Paper detail

Model trees with topic model preprocessing: An approach for data journalism illustrated with the WikiLeaks Afghanistan war logs

The WikiLeaks Afghanistan war logs contain nearly $77,000$ reports of incidents in the US-led Afghanistan war, covering the period from January 2004 to December 2009. The recent growth of data on complex social systems and the potential to derive stories from them has shifted the focus of journalistic and scientific attention increasingly toward data-driven journalism and computational social science. In this paper we advocate the usage of modern statistical methods for problems of data journalism and beyond, which may help journalistic and scientific work and lead to additional insight. Using the WikiLeaks Afghanistan war logs for illustration, we present an approach that builds intelligible statistical models for interpretable segments in the data, in this case to explore the fatality rates associated with different circumstances in the Afghanistan war. Our approach combines preprocessing by Latent Dirichlet Allocation (LDA) with model trees. LDA is used to process the natural language information contained in each report summary by estimating latent topics and assigning each report to one of them. Together with other variables these topic assignments serve as splitting variables for finding segments in the data to which local statistical models for the reported number of fatalities are fitted. Segmentation and fitting is carried out with recursive partitioning of negative binomial distributions. We identify segments with different fatality rates that correspond to a small number of topics and other variables as well as their interactions. Furthermore, we carve out the similarities between segments and connect them to stories that have been covered in the media. This gives an unprecedented description of the war in Afghanistan and serves as an example of how data journalism, computational social science and other areas with interest in database data can benefit from modern statistical techniques.

preprint2013arXivOpen access

Signal facts

What is known right now

Open access4 authors1 topic

Next steps

Decide what to do with this paper

Use like or dislike for the fast social read. The more specific scholarly feedback stays available below when needed.

Log in to curate

Reading frame

Keep the important context close to the paper

Keep the important signals around this paper in one place: votes, save state, collection context, reviews and the metadata you need before deciding what to do next.

Institutions

Add specific reaction

Move through the context

Research map

Open full explorer

Move through nearby people, institutions, topics and adjacent work without leaving the paper page.

Building this map preview

BZPEER is loading the nearby papers, people, topics and institutions for this page.

Structured reviews

0 review(s)

ContributeLeave structured feedbackUse the review template when you have a concrete strength, concern or method question.Open review form

No structured reviews yet. High-signal critique starts here.

Work discussion

0 comment(s)

DiscussAdd a high-signal commentKeep quick notes, caveats and replication pointers separate from formal reviews.Open comment form

No discussion yet. The first strong comment sets the tone.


• EXERCISE AIM
Return, from the listing below, every line that includes "abydos".

• ENTRIES SHOWN
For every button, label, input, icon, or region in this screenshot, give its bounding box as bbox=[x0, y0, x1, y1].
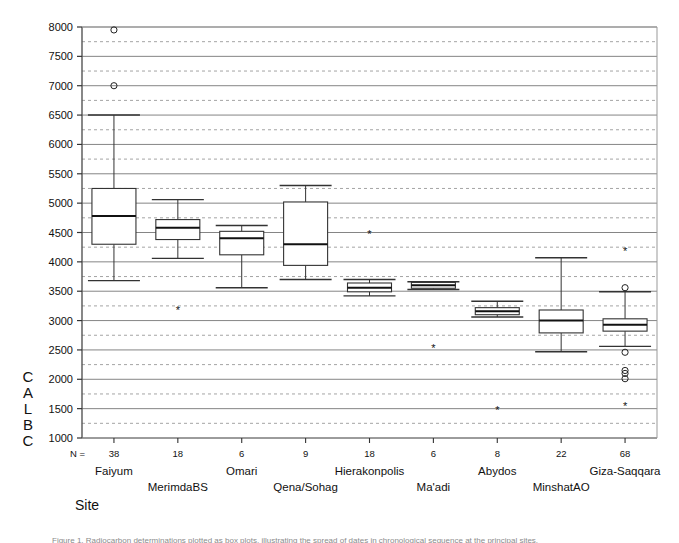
y-axis-title-char: L bbox=[24, 400, 32, 417]
extreme-asterisk: * bbox=[623, 400, 628, 412]
y-axis-title-char: A bbox=[23, 384, 33, 401]
y-tick-label: 7500 bbox=[49, 50, 73, 62]
y-axis-title-char: C bbox=[23, 432, 34, 449]
category-label-ma-adi: Ma'adi bbox=[417, 481, 451, 493]
extreme-asterisk: * bbox=[176, 304, 181, 316]
box-iqr bbox=[284, 202, 328, 265]
y-axis-title: CALBC bbox=[23, 368, 34, 449]
n-value-label: 9 bbox=[303, 448, 308, 459]
category-label-qena-sohag: Qena/Sohag bbox=[273, 481, 338, 493]
category-label-omari: Omari bbox=[226, 465, 257, 477]
y-tick-label: 8000 bbox=[49, 21, 73, 33]
box-iqr bbox=[220, 231, 264, 254]
extreme-asterisk: * bbox=[495, 404, 500, 416]
y-tick-label: 5500 bbox=[49, 168, 73, 180]
y-axis-tick-labels: 1000150020002500300035004000450050005500… bbox=[49, 21, 73, 444]
y-tick-label: 6000 bbox=[49, 138, 73, 150]
boxplot-ma-adi: * bbox=[407, 282, 459, 354]
extreme-asterisk: * bbox=[623, 245, 628, 257]
figure-caption-fragment: Figure 1. Radiocarbon determinations plo… bbox=[52, 536, 652, 543]
box-iqr bbox=[156, 220, 200, 240]
y-axis-title-char: C bbox=[23, 368, 34, 385]
figure-canvas: 1000150020002500300035004000450050005500… bbox=[0, 0, 679, 543]
boxplot-omari bbox=[216, 225, 268, 287]
n-value-label: 18 bbox=[364, 448, 375, 459]
boxplot-chart: 1000150020002500300035004000450050005500… bbox=[0, 0, 679, 543]
y-tick-label: 7000 bbox=[49, 80, 73, 92]
x-axis-ticks bbox=[114, 438, 625, 443]
n-row: N =38186918682268 bbox=[70, 448, 630, 459]
y-axis-ticks bbox=[77, 27, 82, 438]
y-tick-label: 4000 bbox=[49, 256, 73, 268]
y-tick-label: 1000 bbox=[49, 432, 73, 444]
y-tick-label: 2500 bbox=[49, 344, 73, 356]
boxplot-minshatao bbox=[535, 258, 587, 352]
extreme-asterisk: * bbox=[367, 228, 372, 240]
x-axis-title: Site bbox=[75, 497, 99, 513]
boxplot-faiyum bbox=[88, 27, 140, 281]
x-axis-title-text: Site bbox=[75, 497, 99, 513]
y-tick-label: 3500 bbox=[49, 285, 73, 297]
n-value-label: 6 bbox=[239, 448, 244, 459]
boxplot-merimdabs: * bbox=[152, 200, 204, 316]
y-tick-label: 2000 bbox=[49, 373, 73, 385]
n-prefix-label: N = bbox=[70, 448, 86, 459]
category-label-minshatao: MinshatAO bbox=[533, 481, 590, 493]
y-tick-label: 6500 bbox=[49, 109, 73, 121]
y-tick-label: 4500 bbox=[49, 227, 73, 239]
n-value-label: 38 bbox=[109, 448, 120, 459]
n-value-label: 6 bbox=[431, 448, 436, 459]
n-value-label: 8 bbox=[495, 448, 500, 459]
boxplot-giza-saqqara: ** bbox=[599, 245, 651, 412]
y-tick-label: 1500 bbox=[49, 403, 73, 415]
category-label-giza-saqqara: Giza-Saqqara bbox=[590, 465, 662, 477]
y-axis-title-char: B bbox=[23, 416, 33, 433]
box-series: ****** bbox=[88, 27, 651, 416]
category-label-faiyum: Faiyum bbox=[95, 465, 133, 477]
y-tick-label: 5000 bbox=[49, 197, 73, 209]
category-label-merimdabs: MerimdaBS bbox=[148, 481, 208, 493]
category-label-hierakonpolis: Hierakonpolis bbox=[335, 465, 405, 477]
category-label-abydos: Abydos bbox=[478, 465, 517, 477]
n-value-label: 22 bbox=[556, 448, 567, 459]
boxplot-qena-sohag bbox=[280, 186, 332, 280]
extreme-asterisk: * bbox=[431, 342, 436, 354]
boxplot-abydos: * bbox=[471, 301, 523, 416]
outlier-circle bbox=[622, 285, 628, 291]
outlier-circle bbox=[111, 27, 117, 33]
n-value-label: 68 bbox=[620, 448, 631, 459]
y-tick-label: 3000 bbox=[49, 315, 73, 327]
category-labels: FaiyumMerimdaBSOmariQena/SohagHierakonpo… bbox=[95, 465, 661, 493]
n-value-label: 18 bbox=[173, 448, 184, 459]
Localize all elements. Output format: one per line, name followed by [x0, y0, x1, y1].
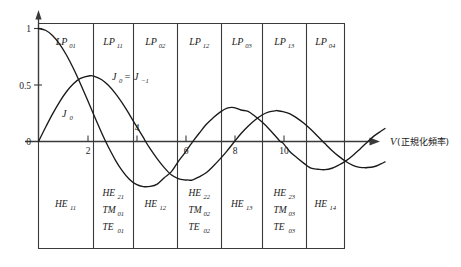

• EXPECTED ANSWER
category-label-abydos: Abydos bbox=[478, 465, 517, 477]
boxplot-abydos: * bbox=[471, 301, 523, 416]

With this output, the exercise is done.